At independence in 1960, the Westminster or parliamentary system of government bequeathed on Nigeria recognized “vote of no confidence” on the prime minister and his then cabinet to put them out of power once it was passed. The method of removal from office was characteristic of parliamentary system of government and it was not practicable in presidential system. Presidential system of government takes a complex process and procedure for removal or impeachment of erring public officials.
The practice of “vote of no confidence” was the practice in Nigeria until the introduction of presidential system of government under the 1979 constitution. The formal procedure for removing the Governor or Deputy Governor was provided in Section 170 of the Constitution just as the constitution also provided for the removal procedure in respect of the office of the President or Vice President.
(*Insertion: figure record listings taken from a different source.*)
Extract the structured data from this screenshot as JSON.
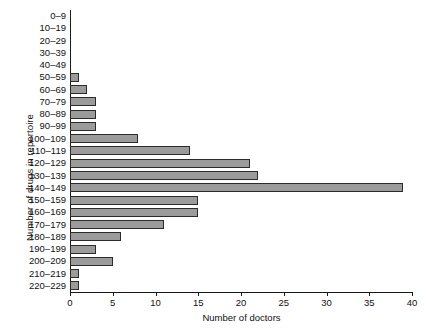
{
  "chart_data": {
    "type": "bar",
    "orientation": "horizontal",
    "title": "",
    "xlabel": "Number of doctors",
    "ylabel": "Number of drugs in repertoire",
    "categories": [
      "0–9",
      "10–19",
      "20–29",
      "30–39",
      "40–49",
      "50–59",
      "60–69",
      "70–79",
      "80–89",
      "90–99",
      "100–109",
      "110–119",
      "120–129",
      "130–139",
      "140–149",
      "150–159",
      "160–169",
      "170–179",
      "180–189",
      "190–199",
      "200–209",
      "210–219",
      "220–229"
    ],
    "values": [
      0,
      0,
      0,
      0,
      0,
      1,
      2,
      3,
      3,
      3,
      8,
      14,
      21,
      22,
      39,
      15,
      15,
      11,
      6,
      3,
      5,
      1,
      1
    ],
    "xlim": [
      0,
      40
    ],
    "xticks": [
      0,
      5,
      10,
      15,
      20,
      25,
      30,
      35,
      40
    ],
    "xtick_labels": [
      "0",
      "5",
      "10",
      "15",
      "20",
      "25",
      "30",
      "35",
      "40"
    ],
    "grid": false,
    "legend": null,
    "bar_color": "#9b9b9b",
    "bar_edge_color": "#2b2b2b",
    "axis_color": "#1a1a1a"
  }
}
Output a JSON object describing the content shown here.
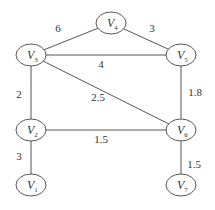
{
  "graph": {
    "title": "",
    "nodes": [
      {
        "id": "V1",
        "label": "V",
        "sub": "1",
        "x": 31,
        "y": 185
      },
      {
        "id": "V2",
        "label": "V",
        "sub": "2",
        "x": 31,
        "y": 130
      },
      {
        "id": "V3",
        "label": "V",
        "sub": "3",
        "x": 31,
        "y": 55
      },
      {
        "id": "V4",
        "label": "V",
        "sub": "4",
        "x": 111,
        "y": 23
      },
      {
        "id": "V5",
        "label": "V",
        "sub": "5",
        "x": 181,
        "y": 55
      },
      {
        "id": "V6",
        "label": "V",
        "sub": "6",
        "x": 181,
        "y": 130
      },
      {
        "id": "V7",
        "label": "V",
        "sub": "7",
        "x": 181,
        "y": 185
      }
    ],
    "edges": [
      {
        "from": "V3",
        "to": "V4",
        "weight": "6",
        "lx": 58,
        "ly": 32
      },
      {
        "from": "V4",
        "to": "V5",
        "weight": "3",
        "lx": 152,
        "ly": 32
      },
      {
        "from": "V3",
        "to": "V5",
        "weight": "4",
        "lx": 101,
        "ly": 68
      },
      {
        "from": "V3",
        "to": "V2",
        "weight": "2",
        "lx": 19,
        "ly": 98
      },
      {
        "from": "V3",
        "to": "V6",
        "weight": "2.5",
        "lx": 98,
        "ly": 101
      },
      {
        "from": "V5",
        "to": "V6",
        "weight": "1.8",
        "lx": 195,
        "ly": 96
      },
      {
        "from": "V2",
        "to": "V6",
        "weight": "1.5",
        "lx": 101,
        "ly": 143
      },
      {
        "from": "V2",
        "to": "V1",
        "weight": "3",
        "lx": 19,
        "ly": 160
      },
      {
        "from": "V6",
        "to": "V7",
        "weight": "1.5",
        "lx": 194,
        "ly": 168
      }
    ]
  }
}
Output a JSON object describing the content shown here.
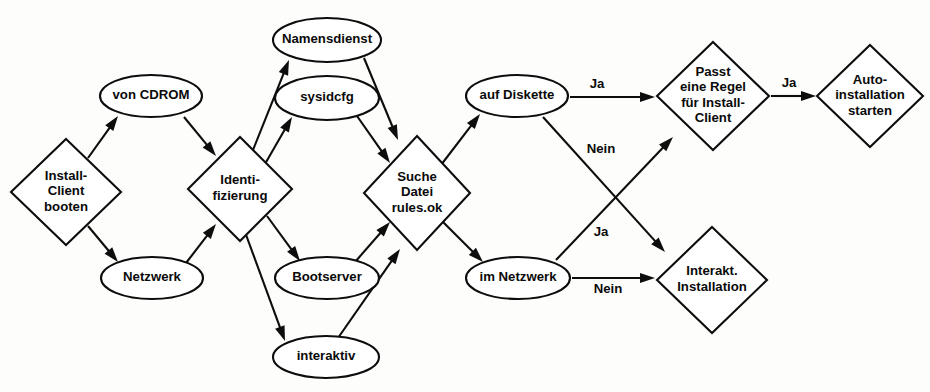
{
  "diagram": {
    "background_color": "#fdfdfb",
    "stroke_color": "#0d0d0d",
    "fill_color": "#ffffff",
    "text_color": "#0a0a0a",
    "width": 930,
    "height": 392,
    "nodes": [
      {
        "id": "install-client-booten",
        "shape": "diamond",
        "label": "Install-\nClient\nbooten",
        "lines": [
          "Install-",
          "Client",
          "booten"
        ],
        "cx": 66,
        "cy": 192,
        "rx": 55,
        "ry": 53
      },
      {
        "id": "von-cdrom",
        "shape": "ellipse",
        "label": "von CDROM",
        "lines": [
          "von CDROM"
        ],
        "cx": 151,
        "cy": 96,
        "rx": 51,
        "ry": 21
      },
      {
        "id": "netzwerk",
        "shape": "ellipse",
        "label": "Netzwerk",
        "lines": [
          "Netzwerk"
        ],
        "cx": 152,
        "cy": 278,
        "rx": 51,
        "ry": 21
      },
      {
        "id": "identifizierung",
        "shape": "diamond",
        "label": "Identi-\nfizierung",
        "lines": [
          "Identi-",
          "fizierung"
        ],
        "cx": 240,
        "cy": 189,
        "rx": 52,
        "ry": 52
      },
      {
        "id": "namensdienst",
        "shape": "ellipse",
        "label": "Namensdienst",
        "lines": [
          "Namensdienst"
        ],
        "cx": 327,
        "cy": 40,
        "rx": 54,
        "ry": 22
      },
      {
        "id": "sysidcfg",
        "shape": "ellipse",
        "label": "sysidcfg",
        "lines": [
          "sysidcfg"
        ],
        "cx": 327,
        "cy": 98,
        "rx": 52,
        "ry": 22
      },
      {
        "id": "bootserver",
        "shape": "ellipse",
        "label": "Bootserver",
        "lines": [
          "Bootserver"
        ],
        "cx": 327,
        "cy": 278,
        "rx": 52,
        "ry": 21
      },
      {
        "id": "interaktiv",
        "shape": "ellipse",
        "label": "interaktiv",
        "lines": [
          "interaktiv"
        ],
        "cx": 326,
        "cy": 357,
        "rx": 53,
        "ry": 21
      },
      {
        "id": "suche-datei-rules-ok",
        "shape": "diamond",
        "label": "Suche\nDatei\nrules.ok",
        "lines": [
          "Suche",
          "Datei",
          "rules.ok"
        ],
        "cx": 417,
        "cy": 193,
        "rx": 53,
        "ry": 57
      },
      {
        "id": "auf-diskette",
        "shape": "ellipse",
        "label": "auf Diskette",
        "lines": [
          "auf Diskette"
        ],
        "cx": 517,
        "cy": 96,
        "rx": 51,
        "ry": 21
      },
      {
        "id": "im-netzwerk",
        "shape": "ellipse",
        "label": "im Netzwerk",
        "lines": [
          "im Netzwerk"
        ],
        "cx": 518,
        "cy": 278,
        "rx": 52,
        "ry": 21
      },
      {
        "id": "passt-eine-regel",
        "shape": "diamond",
        "label": "Passt\neine Regel\nfür Install-\nClient",
        "lines": [
          "Passt",
          "eine Regel",
          "für Install-",
          "Client"
        ],
        "cx": 713,
        "cy": 96,
        "rx": 56,
        "ry": 54
      },
      {
        "id": "interakt-installation",
        "shape": "diamond",
        "label": "Interakt.\nInstallation",
        "lines": [
          "Interakt.",
          "Installation"
        ],
        "cx": 712,
        "cy": 280,
        "rx": 55,
        "ry": 53
      },
      {
        "id": "auto-installation-starten",
        "shape": "diamond",
        "label": "Auto-\ninstallation\nstarten",
        "lines": [
          "Auto-",
          "installation",
          "starten"
        ],
        "cx": 870,
        "cy": 96,
        "rx": 53,
        "ry": 51
      }
    ],
    "edges": [
      {
        "id": "e1",
        "from": "install-client-booten",
        "to": "von-cdrom",
        "label": "",
        "x1": 88,
        "y1": 158,
        "x2": 118,
        "y2": 116
      },
      {
        "id": "e2",
        "from": "install-client-booten",
        "to": "netzwerk",
        "label": "",
        "x1": 88,
        "y1": 226,
        "x2": 118,
        "y2": 262
      },
      {
        "id": "e3",
        "from": "von-cdrom",
        "to": "identifizierung",
        "label": "",
        "x1": 184,
        "y1": 117,
        "x2": 216,
        "y2": 156
      },
      {
        "id": "e4",
        "from": "netzwerk",
        "to": "identifizierung",
        "label": "",
        "x1": 186,
        "y1": 263,
        "x2": 216,
        "y2": 224
      },
      {
        "id": "e5",
        "from": "identifizierung",
        "to": "namensdienst",
        "label": "",
        "x1": 251,
        "y1": 155,
        "x2": 289,
        "y2": 60
      },
      {
        "id": "e6",
        "from": "identifizierung",
        "to": "sysidcfg",
        "label": "",
        "x1": 265,
        "y1": 164,
        "x2": 292,
        "y2": 117
      },
      {
        "id": "e7",
        "from": "identifizierung",
        "to": "bootserver",
        "label": "",
        "x1": 267,
        "y1": 216,
        "x2": 300,
        "y2": 261
      },
      {
        "id": "e8",
        "from": "identifizierung",
        "to": "interaktiv",
        "label": "",
        "x1": 245,
        "y1": 232,
        "x2": 285,
        "y2": 341
      },
      {
        "id": "e9",
        "from": "namensdienst",
        "to": "suche-datei-rules-ok",
        "label": "",
        "x1": 364,
        "y1": 58,
        "x2": 398,
        "y2": 140
      },
      {
        "id": "e10",
        "from": "sysidcfg",
        "to": "suche-datei-rules-ok",
        "label": "",
        "x1": 357,
        "y1": 116,
        "x2": 390,
        "y2": 163
      },
      {
        "id": "e11",
        "from": "bootserver",
        "to": "suche-datei-rules-ok",
        "label": "",
        "x1": 355,
        "y1": 262,
        "x2": 390,
        "y2": 222
      },
      {
        "id": "e12",
        "from": "interaktiv",
        "to": "suche-datei-rules-ok",
        "label": "",
        "x1": 338,
        "y1": 338,
        "x2": 400,
        "y2": 249
      },
      {
        "id": "e13",
        "from": "suche-datei-rules-ok",
        "to": "auf-diskette",
        "label": "",
        "x1": 441,
        "y1": 165,
        "x2": 480,
        "y2": 114
      },
      {
        "id": "e14",
        "from": "suche-datei-rules-ok",
        "to": "im-netzwerk",
        "label": "",
        "x1": 443,
        "y1": 222,
        "x2": 483,
        "y2": 262
      },
      {
        "id": "e15",
        "from": "auf-diskette",
        "to": "passt-eine-regel",
        "label": "Ja",
        "lx": 597,
        "ly": 85,
        "x1": 570,
        "y1": 97,
        "x2": 655,
        "y2": 97
      },
      {
        "id": "e16",
        "from": "auf-diskette",
        "to": "interakt-installation",
        "label": "Nein",
        "lx": 601,
        "ly": 150,
        "x1": 543,
        "y1": 117,
        "x2": 665,
        "y2": 252
      },
      {
        "id": "e17",
        "from": "im-netzwerk",
        "to": "passt-eine-regel",
        "label": "Ja",
        "lx": 601,
        "ly": 233,
        "x1": 556,
        "y1": 260,
        "x2": 673,
        "y2": 137
      },
      {
        "id": "e18",
        "from": "im-netzwerk",
        "to": "interakt-installation",
        "label": "Nein",
        "lx": 608,
        "ly": 290,
        "x1": 572,
        "y1": 278,
        "x2": 655,
        "y2": 278
      },
      {
        "id": "e19",
        "from": "passt-eine-regel",
        "to": "auto-installation-starten",
        "label": "Ja",
        "lx": 789,
        "ly": 84,
        "x1": 771,
        "y1": 96,
        "x2": 816,
        "y2": 96
      }
    ]
  }
}
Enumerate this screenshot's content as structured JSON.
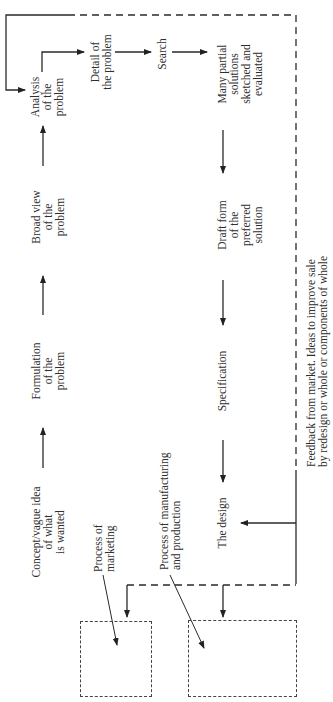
{
  "diagram": {
    "type": "flowchart",
    "orientation": "rotated-90-ccw",
    "nodes": {
      "concept": "Concept/vague idea\nof what\nis wanted",
      "formulation": "Formulation\nof the\nproblem",
      "broad_view": "Broad view\nof the\nproblem",
      "analysis": "Analysis\nof the\nproblem",
      "detail": "Detail of\nthe problem",
      "search": "Search",
      "partial_solutions": "Many partial\nsolutions\nsketched and\nevaluated",
      "draft_form": "Draft form\nof the\npreferred\nsolution",
      "specification": "Specification",
      "the_design": "The design",
      "marketing": "Process of\nmarketing",
      "manufacturing": "Process of manufacturing\nand production",
      "feedback": "Feedback from market. Ideas to improve sale\nby redesign or whole or components of whole"
    },
    "edges": [
      {
        "from": "concept",
        "to": "formulation"
      },
      {
        "from": "formulation",
        "to": "broad_view"
      },
      {
        "from": "broad_view",
        "to": "analysis"
      },
      {
        "from": "analysis",
        "to": "detail"
      },
      {
        "from": "detail",
        "to": "search"
      },
      {
        "from": "search",
        "to": "partial_solutions"
      },
      {
        "from": "partial_solutions",
        "to": "draft_form"
      },
      {
        "from": "draft_form",
        "to": "specification"
      },
      {
        "from": "specification",
        "to": "the_design"
      },
      {
        "from": "the_design",
        "to": "marketing",
        "style": "dashed"
      },
      {
        "from": "the_design",
        "to": "manufacturing",
        "style": "dashed"
      },
      {
        "from": "feedback",
        "to": "analysis",
        "style": "dashed"
      },
      {
        "from": "feedback",
        "to": "the_design"
      }
    ]
  }
}
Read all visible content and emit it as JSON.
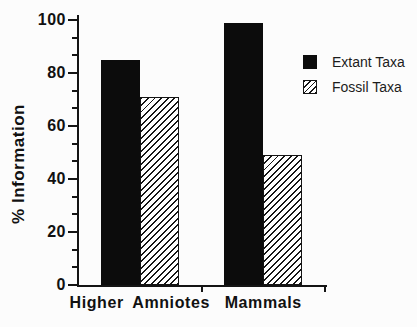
{
  "chart_data": {
    "type": "bar",
    "title": "",
    "xlabel": "",
    "ylabel": "% Information",
    "categories": [
      "Higher Amniotes",
      "Mammals"
    ],
    "series": [
      {
        "name": "Extant Taxa",
        "style": "solid-black",
        "values": [
          85,
          99
        ]
      },
      {
        "name": "Fossil Taxa",
        "style": "diagonal-hatch",
        "values": [
          71,
          49
        ]
      }
    ],
    "ylim": [
      0,
      100
    ],
    "yticks": [
      0,
      20,
      40,
      60,
      80,
      100
    ],
    "minor_ticks_per_major_interval": 2,
    "grid": false,
    "legend_position": "upper-right"
  },
  "legend": {
    "items": [
      {
        "label": "Extant Taxa",
        "swatch": "solid-black"
      },
      {
        "label": "Fossil Taxa",
        "swatch": "diagonal-hatch"
      }
    ]
  },
  "colors": {
    "background": "#fcfcfc",
    "bar_fill": "#0c0c0c",
    "hatch_line": "#161616",
    "axis": "#141414"
  }
}
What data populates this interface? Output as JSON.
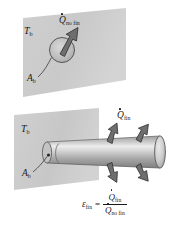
{
  "figure": {
    "background_color": "#ffffff"
  },
  "colors": {
    "wall_fill": "#c9c9c9",
    "wall_fill_light": "#d6d6d6",
    "wall_stroke": "#9a9a9a",
    "fin_light": "#e6e6e6",
    "fin_mid": "#b5b5b5",
    "fin_dark": "#8d8d8d",
    "arrow_fill": "#6b6b6b",
    "arrow_stroke": "#3a3a3a",
    "ink": "#1a1a1a",
    "circle_fill": "#bdbdbd"
  },
  "top_panel": {
    "name": "surface-without-fin",
    "base_temperature_label": {
      "symbol": "T",
      "subscript": "b"
    },
    "base_area_label": {
      "symbol": "A",
      "subscript": "b"
    },
    "heat_rate_label": {
      "symbol": "Q",
      "subscript": "no fin",
      "has_dot": true
    },
    "arrow_direction": "up-right"
  },
  "bottom_panel": {
    "name": "surface-with-fin",
    "base_temperature_label": {
      "symbol": "T",
      "subscript": "b"
    },
    "base_area_label": {
      "symbol": "A",
      "subscript": "b"
    },
    "heat_rate_label": {
      "symbol": "Q",
      "subscript": "fin",
      "has_dot": true
    },
    "fin_shape": "cylindrical-pin-fin",
    "arrow_count": 4,
    "arrow_directions": [
      "up-left",
      "up-right",
      "down-left",
      "down-right"
    ]
  },
  "equation": {
    "name": "fin-effectiveness-equation",
    "lhs": {
      "symbol": "ε",
      "subscript": "fin"
    },
    "operator": "=",
    "numerator": {
      "symbol": "Q",
      "subscript": "fin",
      "has_dot": true
    },
    "denominator": {
      "symbol": "Q",
      "subscript": "no fin",
      "has_dot": true
    },
    "plain_text": "ε_fin = Q̇_fin / Q̇_no fin"
  }
}
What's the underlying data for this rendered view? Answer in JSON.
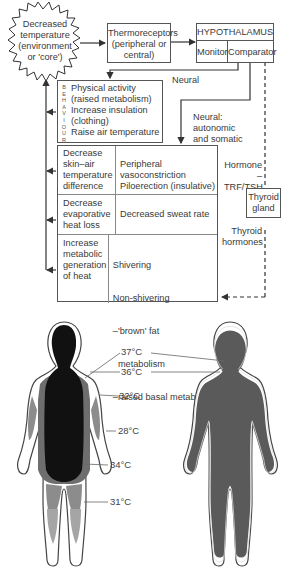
{
  "diagram": {
    "stimulus": {
      "lines": [
        "Decreased",
        "temperature",
        "(environment",
        "or 'core')"
      ]
    },
    "thermoreceptors": {
      "lines": [
        "Thermoreceptors",
        "(peripheral or",
        "central)"
      ]
    },
    "hypothalamus": {
      "title": "HYPOTHALAMUS",
      "monitor": "Monitor",
      "comparator": "Comparator"
    },
    "labels": {
      "neural": "Neural",
      "neural_auto": [
        "Neural:",
        "autonomic",
        "and somatic"
      ],
      "hormone": [
        "Hormone",
        "–TRF/TSH"
      ],
      "thyroid_hormones": [
        "Thyroid",
        "hormones"
      ]
    },
    "thyroid_gland": {
      "lines": [
        "Thyroid",
        "gland"
      ]
    },
    "behaviour": {
      "vertical_label": [
        "B",
        "E",
        "H",
        "A",
        "V",
        "I",
        "O",
        "U",
        "R"
      ],
      "lines": [
        "Physical activity",
        "(raised metabolism)",
        "Increase insulation",
        "(clothing)",
        "Raise air temperature"
      ]
    },
    "responses": [
      {
        "goal": [
          "Decrease",
          "skin–air",
          "temperature",
          "difference"
        ],
        "mechanism": [
          "Peripheral vasoconstriction",
          "Piloerection (insulative)"
        ]
      },
      {
        "goal": [
          "Decrease",
          "evaporative",
          "heat loss"
        ],
        "mechanism": [
          "Decreased sweat rate"
        ]
      },
      {
        "goal": [
          "Increase",
          "metabolic",
          "generation",
          "of heat"
        ],
        "mechanism": [
          "Shivering",
          "Non-shivering",
          "–'brown' fat",
          "  metabolism",
          "–raised basal metabolism"
        ]
      }
    ]
  },
  "body_figures": {
    "temperature_labels": [
      "37°C",
      "36°C",
      "32°C",
      "28°C",
      "34°C",
      "31°C"
    ],
    "colors": {
      "core": "#111111",
      "zone36": "#6e6e6e",
      "zone32": "#8c8c8c",
      "zone31": "#a5a5a5",
      "skin": "#ffffff",
      "warm_body": "#5a5a5a"
    }
  }
}
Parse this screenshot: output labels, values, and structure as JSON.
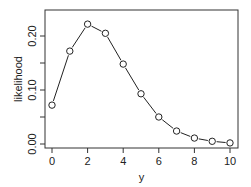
{
  "chart_data": {
    "type": "line",
    "title": "",
    "xlabel": "y",
    "ylabel": "likelihood",
    "x": [
      0,
      1,
      2,
      3,
      4,
      5,
      6,
      7,
      8,
      9,
      10
    ],
    "series": [
      {
        "name": "likelihood",
        "values": [
          0.072,
          0.172,
          0.222,
          0.205,
          0.148,
          0.093,
          0.05,
          0.024,
          0.011,
          0.005,
          0.002
        ],
        "marker": "open-circle",
        "line": "solid",
        "color": "#222222"
      }
    ],
    "xticks": [
      0,
      2,
      4,
      6,
      8,
      10
    ],
    "xtick_labels": [
      "0",
      "2",
      "4",
      "6",
      "8",
      "10"
    ],
    "yticks": [
      0.0,
      0.05,
      0.1,
      0.15,
      0.2
    ],
    "ytick_labels": [
      "0.00",
      "",
      "0.10",
      "",
      "0.20"
    ],
    "xlim": [
      -0.4,
      10.4
    ],
    "ylim": [
      -0.007,
      0.24
    ],
    "grid": false,
    "legend": "none"
  }
}
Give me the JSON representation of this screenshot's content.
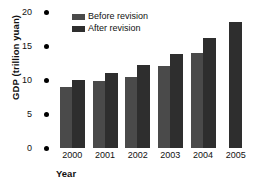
{
  "chart_data": {
    "type": "bar",
    "title": "",
    "xlabel": "Year",
    "ylabel": "GDP (trillion yuan)",
    "categories": [
      "2000",
      "2001",
      "2002",
      "2003",
      "2004",
      "2005"
    ],
    "series": [
      {
        "name": "Before revision",
        "color": "#4a4a4a",
        "values": [
          9.0,
          9.8,
          10.5,
          12.0,
          14.0,
          null
        ]
      },
      {
        "name": "After revision",
        "color": "#2e2e2e",
        "values": [
          10.0,
          11.0,
          12.2,
          13.8,
          16.2,
          18.5
        ]
      }
    ],
    "ylim": [
      0,
      20
    ],
    "yticks": [
      0,
      5,
      10,
      15,
      20
    ],
    "ytick_labels": [
      "0",
      "5",
      "10",
      "15",
      "20"
    ],
    "grid": false,
    "legend_position": "top-left",
    "tick_marker": "round-dot"
  },
  "colors": {
    "background": "#ffffff",
    "text": "#111111",
    "tick_dot": "#000000",
    "before_revision": "#4a4a4a",
    "after_revision": "#2e2e2e"
  }
}
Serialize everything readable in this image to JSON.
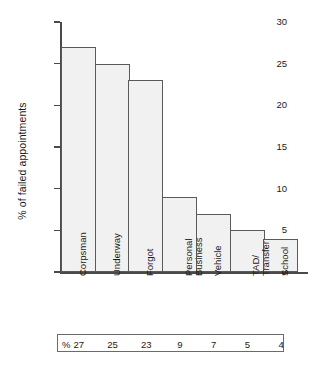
{
  "chart_data": {
    "type": "bar",
    "title": "",
    "xlabel": "",
    "ylabel": "% of failed appointments",
    "categories": [
      "Corpsman",
      "Underway",
      "Forgot",
      "Personal Business",
      "Vehicle",
      "TAD/Transfer",
      "School"
    ],
    "category_lines": [
      [
        "Corpsman"
      ],
      [
        "Underway"
      ],
      [
        "Forgot"
      ],
      [
        "Personal",
        "Business"
      ],
      [
        "Vehicle"
      ],
      [
        "TAD/",
        "Transfer"
      ],
      [
        "School"
      ]
    ],
    "values": [
      27,
      25,
      23,
      9,
      7,
      5,
      4
    ],
    "ylim": [
      0,
      30
    ],
    "yticks": [
      0,
      5,
      10,
      15,
      20,
      25,
      30
    ],
    "ytick_labels": [
      "0",
      "5",
      "10",
      "15",
      "20",
      "25",
      "30"
    ],
    "grid": false,
    "legend": null,
    "bar_fill_color": "#f1f1f1",
    "bar_edge_color": "#5a5a5a",
    "axis_color": "#4a4a4a",
    "background_color": "#ffffff"
  },
  "value_table": {
    "unit_symbol": "%",
    "values": [
      "27",
      "25",
      "23",
      "9",
      "7",
      "5",
      "4"
    ]
  }
}
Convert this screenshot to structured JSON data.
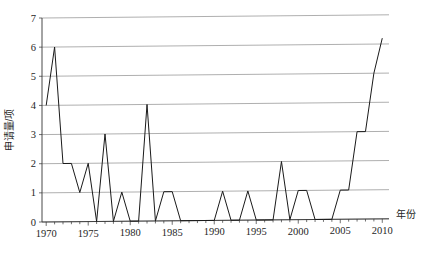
{
  "chart_data": {
    "type": "line",
    "title": "",
    "xlabel": "年份",
    "ylabel": "申请量/项",
    "xlim": [
      1969.5,
      2010.8
    ],
    "ylim": [
      0,
      7
    ],
    "grid": true,
    "legend": false,
    "x": [
      1970,
      1971,
      1972,
      1973,
      1974,
      1975,
      1976,
      1977,
      1978,
      1979,
      1980,
      1981,
      1982,
      1983,
      1984,
      1985,
      1986,
      1987,
      1988,
      1989,
      1990,
      1991,
      1992,
      1993,
      1994,
      1995,
      1996,
      1997,
      1998,
      1999,
      2000,
      2001,
      2002,
      2003,
      2004,
      2005,
      2006,
      2007,
      2008,
      2009,
      2010
    ],
    "values": [
      4,
      6,
      2,
      2,
      1,
      2,
      0,
      3,
      0,
      1,
      0,
      0,
      4,
      0,
      1,
      1,
      0,
      0,
      0,
      0,
      0,
      1,
      0,
      0,
      1,
      0,
      0,
      0,
      2,
      0,
      1,
      1,
      0,
      0,
      0,
      1,
      1,
      3,
      3,
      5,
      6.2
    ],
    "series": [
      {
        "name": "申请量/项",
        "values": [
          4,
          6,
          2,
          2,
          1,
          2,
          0,
          3,
          0,
          1,
          0,
          0,
          4,
          0,
          1,
          1,
          0,
          0,
          0,
          0,
          0,
          1,
          0,
          0,
          1,
          0,
          0,
          0,
          2,
          0,
          1,
          1,
          0,
          0,
          0,
          1,
          1,
          3,
          3,
          5,
          6.2
        ],
        "color": "#1a1a1a"
      }
    ],
    "y_ticks": [
      0,
      1,
      2,
      3,
      4,
      5,
      6,
      7
    ],
    "y_tick_labels": [
      "0",
      "1",
      "2",
      "3",
      "4",
      "5",
      "6",
      "7"
    ],
    "x_ticks": [
      1970,
      1975,
      1980,
      1985,
      1990,
      1995,
      2000,
      2005,
      2010
    ],
    "x_tick_labels": [
      "1970",
      "1975",
      "1980",
      "1985",
      "1990",
      "1995",
      "2000",
      "2005",
      "2010"
    ],
    "x_minor_step": 1,
    "colors": {
      "line": "#1a1a1a",
      "grid": "#8c8c8c",
      "axis": "#333333",
      "text": "#262626",
      "background": "#ffffff"
    }
  }
}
Barely twenty months of the introduction of the 1979 Constitution, the impeachment section was tested in Kaduna state where the removal of the then state’s governor and his deputy made them the first public officers to be impeached.
Under the 1999 Constitution, Nigeria has witnessed a plethora of impeachment cases of the most bizarre types, some of which the senate excercised its power to remove its leaders under Section 50 (2)(C) and sent two Senate Presidents packing while others heeded the safer advice to resign before the removal motion was moved at the floor of the parliament. The year 2002 will continue to be remembered as a season when impeachment and threats of impeachment at all levels of government almost rocked the very foundations of Nigeria’s nascent democracy. Not fewer than five state governors were removed under the 1999 Constitution, all of which were declared by the court to be unconstitutional.
Among those removed was Senator Rashid Ladoja of Oyo State, who was purportedly removed for his disloyalty to the controversial politician and acclaimed god-father of Ibadan politics, Alhaji Lamidi Adedibu. The next was Governor Peter Obi of Anambra State under the All Peoples Grand Alliance (APGA), who went up to the Court of Appeal to secure his mandate but could not work harmoniously with the PDP-dominated House of Assembly of his state that eventually impeached him on trumped-up shares of gross misconduct.
In Bayelsa State, Governor D.S.P Alamieyesegha was ultimately removed from office through the instrumentality of the Nuhu Ribadu’s Economic and Financial Crimes Commission (EFCC) as former President Olusegun Obasanjo pressured the State House of Assembly to remove him to facilitate his arrest for alleged money laundering. Ayo Fayose was also removed from office as the governor of Ekiti State for alleged misappropriation of state funds and for his purported complicity in the murder of Daramola,      a   rival   gubernatorial candidate at time.